Dr Feargal Twomey spoke on behalf of the Royal College of Physicians of Ireland who has more than 11,000 healthcare member professionals, and he told the committee that assisted suicide and euthanasia are contrary to best medical practice.
He stated: “RPCI opposes the introduction of legislation for assisted suicide because, in our view, it is contrary to best medical practice. It is our view that the potential harms outweigh the arguments that can be made in favour of assisted suicide.”
The final public session looked at the issue of personal autonomy in dying. William Binchy, legal adviser to ProLife Campaign, a former member of the Irish Human Rights Commission for ten years and member of the Irish Law Reform Commission.

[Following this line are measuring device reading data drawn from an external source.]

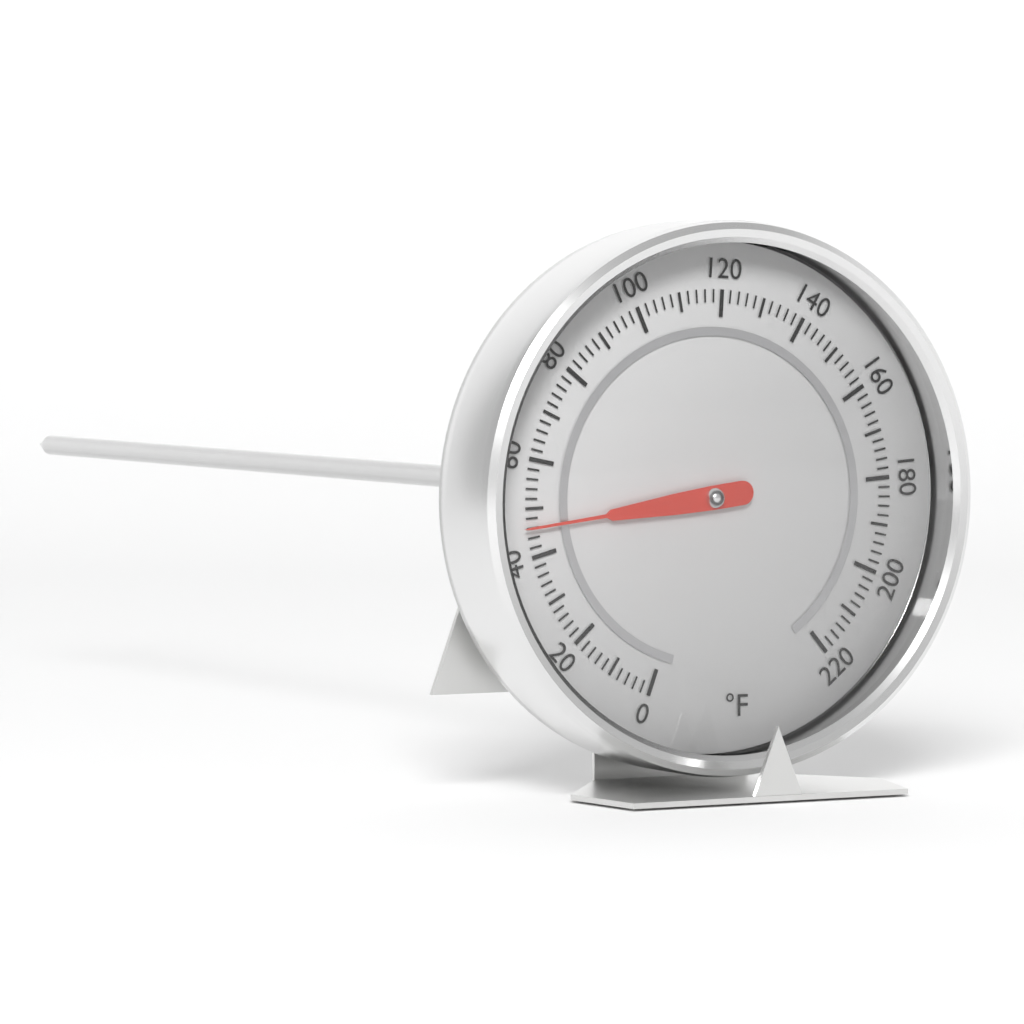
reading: 46 °F
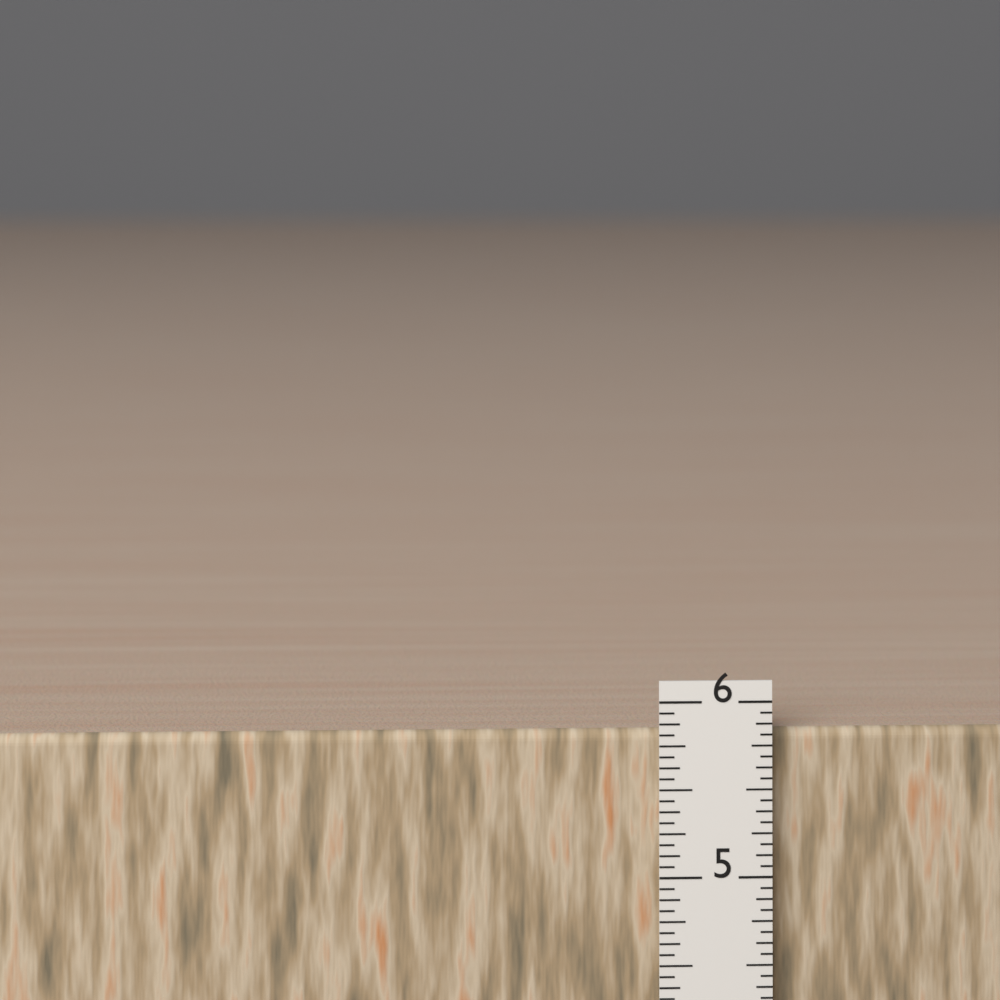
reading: 5.8125 in
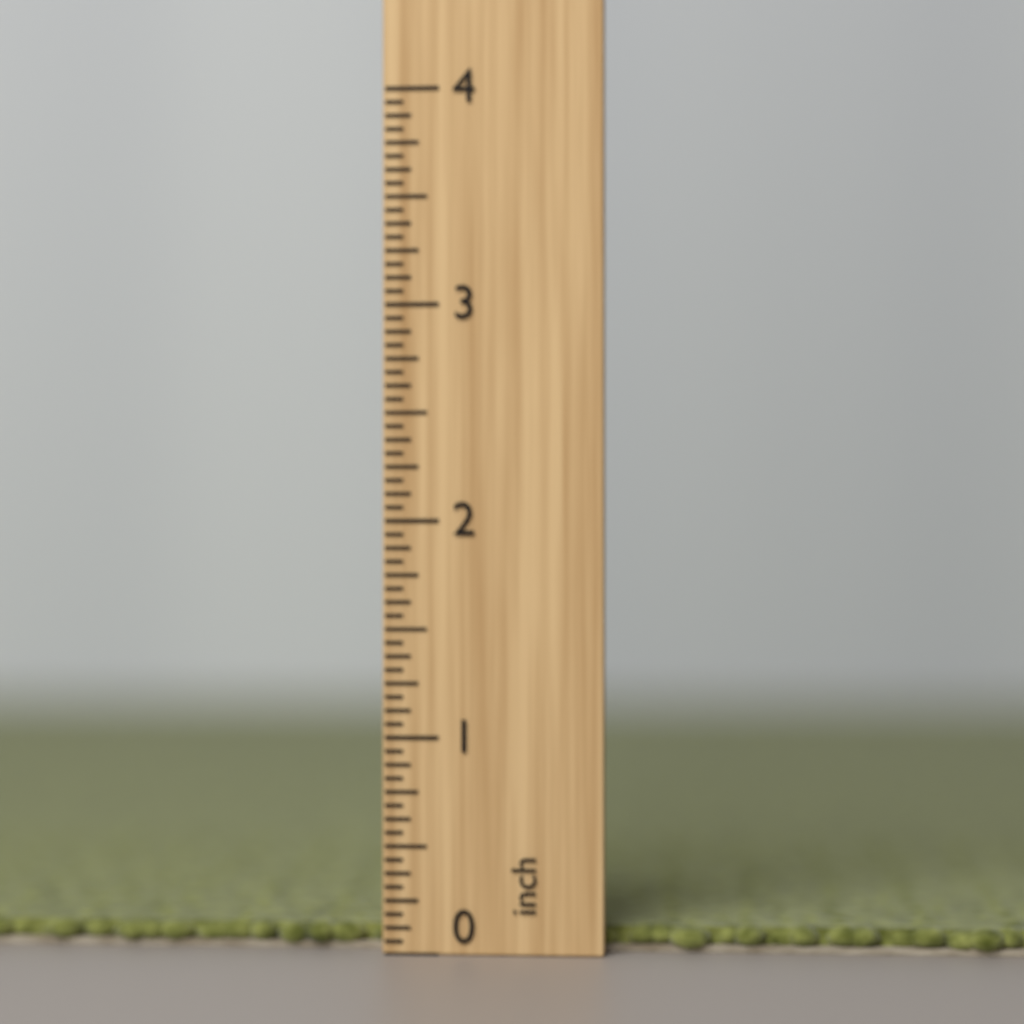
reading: 0.1250 inch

Professor Binchy said: “If we belief that life is futile, if we believe that it is better to be dead than alive, then in those circumstances there are very strong arguments for extending the scope of the entitlement to terminate life very widely to those who wish to die, not necessarily for medical reasons at all, and for those who cannot exercise that autonomous choice because they lack autonomy but are still in a situation where the judgment of the doctors or, indeed, of society is to ask ‘Is this life worth continuing?’”
While the substantive discussion emphasised the constitutional obstacles, the legislative challenges of protecting the most vulnerable and the very real slippery slope experienced in places such as the Netherlands and Canada, it should not be a surprise if Ireland were to introduce a legislative regime that would allow for assisted suicide, based on the hubris of some form of Irish exceptionalism that could avoid the reality of other jurisdictions.
The committee is half way through its deliberations. Ten hearings have been held and another eleven planned, by which time the committee will be ready to make recommendations to the Oireachtas – whether that will be legislative change or remaining the same, or something like a Citizen’s Assembly to explore the matter further.